Speaker
Description
Arable food price volatility poses significant challenges to food security, inflation management, and economic stability in Nigeria, demanding robust quantitative forecasting of both price levels and inherent uncertainty. This study employs an econometric framework to model and forecast time-varying volatility in spot prices for two crucial Nigerian arable food commodities: Maize (White) and Rice. Initial analysis revealed strong trends and non-constant variance, leading to natural logarithmic transformation and first-order differencing $(d=1)$ to achieve stationarity, confirmed by Augmented Dickey-Fuller (ADF) tests. An ARIMA(0,1,0) model, representing a Geometric Random Walk, captured mean dynamics, with residuals serving as market innovations. These residuals then underwent comparative volatility analysis using Symmetric GARCH(1,1), Asymmetric Exponential GARCH (EGARCH(1,1)), and Threshold GARCH (TGARCH(1,1)) models. Model selection leveraged Akaike Information Criterion (AIC) and Bayesian Information Criterion (BIC), alongside parameter significance. For Maize (White), Symmetric GARCH(1,1) best fit, exhibiting significant ARCH(1) effects $(\alpha[1]p-value<0.01)$, and implying volatility reacts to recent shocks, quickly reverting to a consistent level without asymmetric effects. For Rice, Symmetric GARCH(1,1) also provided the optimal fit, showing strong IGARCH(1,1) characteristics $(\alpha[1]+\beta[1]\approx 1.0)$ which denote highly persistent volatility shocks that do not decay, also without asymmetric effects. This research uniquely contributes by systematically modelling and forecasting these commodities’ time-varying volatility, identifying distinct stochastic dynamics crucial for targeted interventions. It robustly demonstrates that symmetric GARCH models are appropriate, driven primarily by shock magnitude, revealing distinct volatility persistence profiles (ARCH for Maize, IGARCH for Rice). Understanding these precise dynamics empowers stakeholders to quantify future price uncertainty, informing effective stabilization mechanisms, risk mitigation, and agricultural investment for enhanced food security in Nigeria.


◆ **EXERCISE**: All entries are to be quoted exactly; the images stay out of the copy.

Figure dataset records
↓

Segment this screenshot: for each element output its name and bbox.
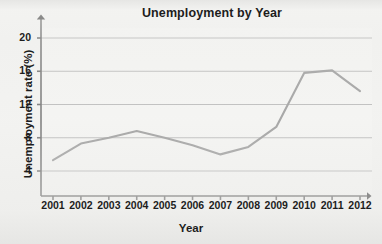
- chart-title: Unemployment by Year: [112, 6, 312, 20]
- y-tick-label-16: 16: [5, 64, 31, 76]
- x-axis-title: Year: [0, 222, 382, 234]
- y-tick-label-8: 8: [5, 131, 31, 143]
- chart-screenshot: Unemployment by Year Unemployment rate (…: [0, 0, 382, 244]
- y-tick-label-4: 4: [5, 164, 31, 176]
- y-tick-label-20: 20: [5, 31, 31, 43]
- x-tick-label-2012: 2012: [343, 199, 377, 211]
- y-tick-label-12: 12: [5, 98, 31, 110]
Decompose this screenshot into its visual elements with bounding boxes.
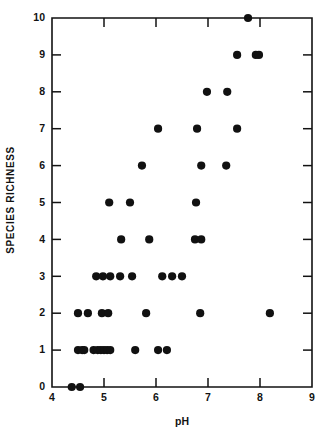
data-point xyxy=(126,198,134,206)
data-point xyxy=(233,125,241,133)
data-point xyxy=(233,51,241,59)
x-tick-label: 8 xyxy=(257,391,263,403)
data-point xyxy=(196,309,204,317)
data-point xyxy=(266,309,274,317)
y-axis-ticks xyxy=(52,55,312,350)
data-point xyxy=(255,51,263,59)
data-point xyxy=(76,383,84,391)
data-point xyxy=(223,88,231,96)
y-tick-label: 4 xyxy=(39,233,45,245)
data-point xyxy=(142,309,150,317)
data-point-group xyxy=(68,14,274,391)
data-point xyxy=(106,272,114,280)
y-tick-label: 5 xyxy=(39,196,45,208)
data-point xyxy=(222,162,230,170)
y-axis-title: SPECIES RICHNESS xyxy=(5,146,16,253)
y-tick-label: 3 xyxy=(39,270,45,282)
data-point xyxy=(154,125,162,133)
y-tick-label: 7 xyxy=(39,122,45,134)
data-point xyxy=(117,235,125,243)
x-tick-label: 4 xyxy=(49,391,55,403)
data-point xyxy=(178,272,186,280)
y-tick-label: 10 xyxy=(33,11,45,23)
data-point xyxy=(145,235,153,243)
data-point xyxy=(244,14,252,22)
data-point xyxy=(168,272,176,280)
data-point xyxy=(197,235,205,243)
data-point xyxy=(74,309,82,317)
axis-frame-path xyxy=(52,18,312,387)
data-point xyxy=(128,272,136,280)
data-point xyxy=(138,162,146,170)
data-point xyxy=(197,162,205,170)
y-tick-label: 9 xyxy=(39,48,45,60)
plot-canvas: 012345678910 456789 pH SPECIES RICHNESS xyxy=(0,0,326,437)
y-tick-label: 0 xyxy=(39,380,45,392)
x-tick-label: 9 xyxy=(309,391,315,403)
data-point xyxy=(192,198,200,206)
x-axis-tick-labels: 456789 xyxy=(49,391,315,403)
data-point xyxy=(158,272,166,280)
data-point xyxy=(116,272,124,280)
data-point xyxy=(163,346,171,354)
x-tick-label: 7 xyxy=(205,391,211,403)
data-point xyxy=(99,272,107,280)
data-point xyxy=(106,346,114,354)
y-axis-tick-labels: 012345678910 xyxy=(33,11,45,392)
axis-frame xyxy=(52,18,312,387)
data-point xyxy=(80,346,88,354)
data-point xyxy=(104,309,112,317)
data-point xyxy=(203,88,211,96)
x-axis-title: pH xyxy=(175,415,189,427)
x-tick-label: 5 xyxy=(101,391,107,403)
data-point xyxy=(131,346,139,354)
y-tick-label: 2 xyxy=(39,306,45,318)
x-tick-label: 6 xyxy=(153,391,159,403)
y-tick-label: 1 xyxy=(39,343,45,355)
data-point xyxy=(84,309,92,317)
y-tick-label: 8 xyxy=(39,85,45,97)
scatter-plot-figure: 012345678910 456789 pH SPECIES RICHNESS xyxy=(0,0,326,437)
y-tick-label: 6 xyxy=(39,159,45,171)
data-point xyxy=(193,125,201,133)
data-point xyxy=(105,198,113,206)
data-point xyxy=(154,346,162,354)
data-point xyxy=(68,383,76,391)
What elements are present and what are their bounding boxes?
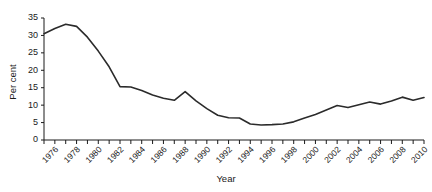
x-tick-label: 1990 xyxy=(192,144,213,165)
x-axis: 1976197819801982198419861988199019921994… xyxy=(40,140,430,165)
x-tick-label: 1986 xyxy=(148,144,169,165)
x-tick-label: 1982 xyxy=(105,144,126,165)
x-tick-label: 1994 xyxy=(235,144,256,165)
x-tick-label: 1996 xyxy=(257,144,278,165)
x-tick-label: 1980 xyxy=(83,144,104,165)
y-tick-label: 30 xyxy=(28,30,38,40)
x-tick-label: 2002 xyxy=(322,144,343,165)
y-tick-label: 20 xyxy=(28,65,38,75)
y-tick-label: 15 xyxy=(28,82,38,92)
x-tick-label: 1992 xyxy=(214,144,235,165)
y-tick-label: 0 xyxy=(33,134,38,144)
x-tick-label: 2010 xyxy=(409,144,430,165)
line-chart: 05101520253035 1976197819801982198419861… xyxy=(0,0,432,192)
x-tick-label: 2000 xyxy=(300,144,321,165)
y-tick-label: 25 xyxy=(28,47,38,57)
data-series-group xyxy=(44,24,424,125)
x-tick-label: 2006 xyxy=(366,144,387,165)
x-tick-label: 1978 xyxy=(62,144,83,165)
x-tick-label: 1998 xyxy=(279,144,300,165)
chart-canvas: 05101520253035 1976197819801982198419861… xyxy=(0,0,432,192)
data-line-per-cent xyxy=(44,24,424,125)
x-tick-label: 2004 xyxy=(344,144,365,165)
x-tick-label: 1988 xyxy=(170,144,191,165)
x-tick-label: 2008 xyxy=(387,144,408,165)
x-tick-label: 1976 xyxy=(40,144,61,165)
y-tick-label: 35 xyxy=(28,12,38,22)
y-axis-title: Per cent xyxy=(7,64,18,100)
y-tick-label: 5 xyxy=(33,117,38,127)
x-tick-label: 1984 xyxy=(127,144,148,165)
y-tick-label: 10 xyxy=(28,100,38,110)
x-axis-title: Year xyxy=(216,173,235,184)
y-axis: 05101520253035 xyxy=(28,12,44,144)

↑

◆ **SOLUTION FOR THIS TASK**:
Segment this screenshot: for each element output its name and bbox.
- chart-title: Unemployment by Year: [112, 6, 312, 20]
- y-tick-label-16: 16: [5, 64, 31, 76]
- x-axis-title: Year: [0, 222, 382, 234]
- y-tick-label-8: 8: [5, 131, 31, 143]
- chart-screenshot: Unemployment by Year Unemployment rate (…: [0, 0, 382, 244]
- y-tick-label-4: 4: [5, 164, 31, 176]
- y-tick-label-20: 20: [5, 31, 31, 43]
- x-tick-label-2012: 2012: [343, 199, 377, 211]
- y-tick-label-12: 12: [5, 98, 31, 110]
Decompose this screenshot into its visual elements with bounding boxes.
data-point xyxy=(126,198,134,206)
data-point xyxy=(233,125,241,133)
data-point xyxy=(233,51,241,59)
x-tick-label: 8 xyxy=(257,391,263,403)
data-point xyxy=(196,309,204,317)
data-point xyxy=(266,309,274,317)
y-axis-ticks xyxy=(52,55,312,350)
data-point xyxy=(255,51,263,59)
data-point xyxy=(76,383,84,391)
data-point xyxy=(223,88,231,96)
y-tick-label: 4 xyxy=(39,233,45,245)
data-point xyxy=(142,309,150,317)
data-point-group xyxy=(68,14,274,391)
data-point xyxy=(106,272,114,280)
y-tick-label: 5 xyxy=(39,196,45,208)
data-point xyxy=(222,162,230,170)
y-axis-title: SPECIES RICHNESS xyxy=(5,146,16,253)
y-tick-label: 3 xyxy=(39,270,45,282)
data-point xyxy=(154,125,162,133)
y-tick-label: 7 xyxy=(39,122,45,134)
data-point xyxy=(117,235,125,243)
x-tick-label: 4 xyxy=(49,391,55,403)
data-point xyxy=(178,272,186,280)
y-tick-label: 10 xyxy=(33,11,45,23)
data-point xyxy=(145,235,153,243)
data-point xyxy=(244,14,252,22)
data-point xyxy=(168,272,176,280)
data-point xyxy=(197,235,205,243)
data-point xyxy=(74,309,82,317)
axis-frame-path xyxy=(52,18,312,387)
data-point xyxy=(128,272,136,280)
data-point xyxy=(138,162,146,170)
data-point xyxy=(197,162,205,170)
y-tick-label: 9 xyxy=(39,48,45,60)
plot-canvas: 012345678910 456789 pH SPECIES RICHNESS xyxy=(0,0,326,437)
y-tick-label: 0 xyxy=(39,380,45,392)
x-tick-label: 9 xyxy=(309,391,315,403)
data-point xyxy=(192,198,200,206)
x-axis-tick-labels: 456789 xyxy=(49,391,315,403)
data-point xyxy=(158,272,166,280)
data-point xyxy=(116,272,124,280)
data-point xyxy=(163,346,171,354)
x-tick-label: 7 xyxy=(205,391,211,403)
data-point xyxy=(99,272,107,280)
data-point xyxy=(106,346,114,354)
y-axis-tick-labels: 012345678910 xyxy=(33,11,45,392)
axis-frame xyxy=(52,18,312,387)
data-point xyxy=(80,346,88,354)
data-point xyxy=(104,309,112,317)
data-point xyxy=(203,88,211,96)
x-axis-title: pH xyxy=(175,415,189,427)
x-tick-label: 5 xyxy=(101,391,107,403)
data-point xyxy=(131,346,139,354)
y-tick-label: 2 xyxy=(39,306,45,318)
x-tick-label: 6 xyxy=(153,391,159,403)
y-tick-label: 1 xyxy=(39,343,45,355)
data-point xyxy=(84,309,92,317)
y-tick-label: 8 xyxy=(39,85,45,97)
scatter-plot-figure: 012345678910 456789 pH SPECIES RICHNESS xyxy=(0,0,326,437)
y-tick-label: 6 xyxy=(39,159,45,171)
data-point xyxy=(193,125,201,133)
data-point xyxy=(105,198,113,206)
data-point xyxy=(154,346,162,354)
data-point xyxy=(68,383,76,391)
What elements are present and what are their bounding boxes?
x-tick-label: 1990 xyxy=(192,144,213,165)
x-axis: 1976197819801982198419861988199019921994… xyxy=(40,140,430,165)
x-tick-label: 1986 xyxy=(148,144,169,165)
x-tick-label: 1982 xyxy=(105,144,126,165)
x-tick-label: 1994 xyxy=(235,144,256,165)
x-tick-label: 1996 xyxy=(257,144,278,165)
x-tick-label: 1980 xyxy=(83,144,104,165)
y-tick-label: 30 xyxy=(28,30,38,40)
x-tick-label: 2002 xyxy=(322,144,343,165)
y-tick-label: 20 xyxy=(28,65,38,75)
y-tick-label: 15 xyxy=(28,82,38,92)
x-tick-label: 1992 xyxy=(214,144,235,165)
y-tick-label: 0 xyxy=(33,134,38,144)
x-tick-label: 2010 xyxy=(409,144,430,165)
line-chart: 05101520253035 1976197819801982198419861… xyxy=(0,0,432,192)
x-tick-label: 2000 xyxy=(300,144,321,165)
y-tick-label: 25 xyxy=(28,47,38,57)
data-series-group xyxy=(44,24,424,125)
x-tick-label: 2006 xyxy=(366,144,387,165)
x-tick-label: 1978 xyxy=(62,144,83,165)
x-tick-label: 1998 xyxy=(279,144,300,165)
chart-canvas: 05101520253035 1976197819801982198419861… xyxy=(0,0,432,192)
data-line-per-cent xyxy=(44,24,424,125)
x-tick-label: 2004 xyxy=(344,144,365,165)
x-tick-label: 1988 xyxy=(170,144,191,165)
x-tick-label: 2008 xyxy=(387,144,408,165)
x-tick-label: 1976 xyxy=(40,144,61,165)
y-tick-label: 35 xyxy=(28,12,38,22)
y-axis-title: Per cent xyxy=(7,64,18,100)
y-tick-label: 5 xyxy=(33,117,38,127)
x-tick-label: 1984 xyxy=(127,144,148,165)
y-tick-label: 10 xyxy=(28,100,38,110)
x-axis-title: Year xyxy=(216,173,235,184)
y-axis: 05101520253035 xyxy=(28,12,44,144)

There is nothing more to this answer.